Trace Groups allow you to link related traces together by assigning them a common groupId. This is useful for tracking multi-turn conversations, user sessions, email threads, or any workflow where multiple AI operations are connected. When traces share the same groupId, the Artanis platform displays them in a Related Traces section, making it easy to navigate between connected operations and understand the full context of a user’s journey.

Why Use Trace Groups?

Multi-Turn Conversations

Track all questions and answers in a conversation thread

User Sessions

Group all AI interactions within a single user session

Email Threads

Link related email responses together

User Journeys

Follow a user’s complete journey through your application

Basic Usage

To create traces in a group, simply pass the same groupId to each trace:
from artanis import Artanis

artanis = Artanis(api_key="sk_...")

# First question in a conversation
trace1 = artanis.trace(
    "answer-question",
    metadata={"user_id": "user-123"},
    group_id="conversation_abc123"
)
trace1.input(question="What is AI?")
trace1.output("AI stands for Artificial Intelligence...")

# Follow-up question in the same conversation
trace2 = artanis.trace(
    "answer-question",
    metadata={"user_id": "user-123"},
    group_id="conversation_abc123"  # Same groupId
)
trace2.input(question="How does it work?")
trace2.output("AI works by processing data through algorithms...")

Real-World Example: Chat Application

Here’s a complete example of using trace groups in a chat application:
from artanis import Artanis
from datetime import datetime

artanis = Artanis(api_key="sk_...")

class ChatBot:
    def __init__(self, user_id: str):
        self.user_id = user_id
        # Generate a unique conversation ID
        self.conversation_id = f"conv_{user_id}_{datetime.now().isoformat()}"

    def answer(self, question: str) -> str:
        # Create a trace for this question
        trace = artanis.trace(
            "answer-question",
            metadata={
                "user_id": self.user_id,
                "timestamp": datetime.now().isoformat()
            },
            group_id=self.conversation_id  # Link to conversation
        )

        trace.input(question=question)

        # Get answer from your AI model
        answer = your_ai_model.generate(question)

        trace.output(answer)
        return answer

# Usage
bot = ChatBot(user_id="user-123")

# All these traces will be grouped together
bot.answer("What is AI?")
bot.answer("How does machine learning work?")
bot.answer("Can you give me an example?")

Choosing Good Group IDs

Group IDs should be:
Unique
requirement
Each conversation/session should have a unique ID
Consistent
requirement
Use the same format across your application (e.g., conversation_, session_, thread_)
Meaningful
recommendation
Include context that helps you identify the group (e.g., user ID, timestamp)

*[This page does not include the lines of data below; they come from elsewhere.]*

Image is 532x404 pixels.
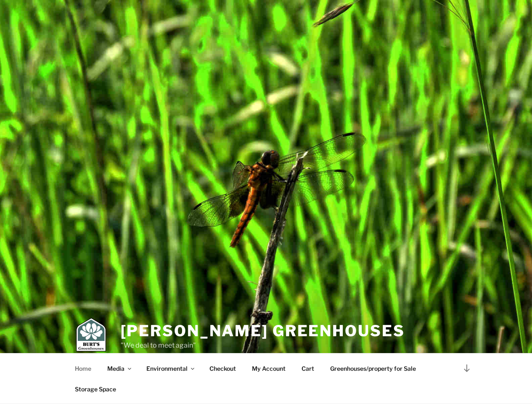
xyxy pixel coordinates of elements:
[68,358,99,379] a: Home
[68,358,465,399] nav: Top Menu
[68,379,124,399] a: Storage Space
[76,318,106,352] img: Burt's Greenhouses
[294,358,322,379] a: Cart
[323,358,424,379] a: Greenhouses/property for Sale
[202,358,244,379] a: Checkout
[121,322,405,340] a: [PERSON_NAME] Greenhouses
[100,358,138,379] a: Media
[121,341,405,351] p: "We deal to meet again"
[245,358,293,379] a: My Account
[139,358,201,379] a: Environmental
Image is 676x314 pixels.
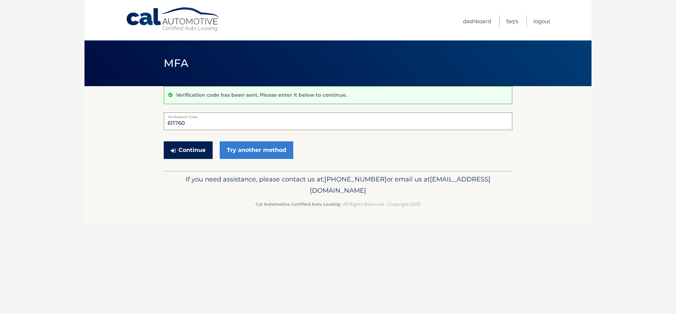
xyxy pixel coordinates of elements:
[533,15,550,27] a: Logout
[310,175,490,195] span: [EMAIL_ADDRESS][DOMAIN_NAME]
[164,141,213,159] button: Continue
[168,174,508,196] p: If you need assistance, please contact us at: or email us at
[256,202,340,207] strong: Cal Automotive Certified Auto Leasing
[164,57,188,70] span: MFA
[164,113,512,118] label: Verification Code
[220,141,293,159] a: Try another method
[164,113,512,130] input: Verification Code
[463,15,491,27] a: Dashboard
[324,175,386,183] span: [PHONE_NUMBER]
[168,201,508,208] p: - All Rights Reserved - Copyright 2025
[506,15,518,27] a: FAQ's
[126,7,221,32] a: Cal Automotive
[176,92,347,98] p: Verification code has been sent. Please enter it below to continue.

Examples of Good Group IDs

# Conversation threads
group_id = f"conversation_{user_id}_{timestamp}"

# User sessions
group_id = f"session_{session_id}"

# Email threads
group_id = f"email_thread_{thread_id}"

# Support tickets
group_id = f"ticket_{ticket_number}"

Platform Benefits

When traces share a groupId, the Artanis platform provides:
View the full conversation flow to understand how the AI performed across multiple turns.
Analyze patterns across entire user sessions, not just individual traces.
When investigating an issue, see all related traces to understand the full context.

Best Practices

Don’t reuse group IDs across different users or unrelated workflows. Each group should represent a single logical unit (conversation, session, thread, etc.).
Store the group ID alongside your conversation/session data so you can always link back to the traces in Artanis.
The groupId is optional. Only use it when you have related traces to link together. For one-off operations, you can omit it.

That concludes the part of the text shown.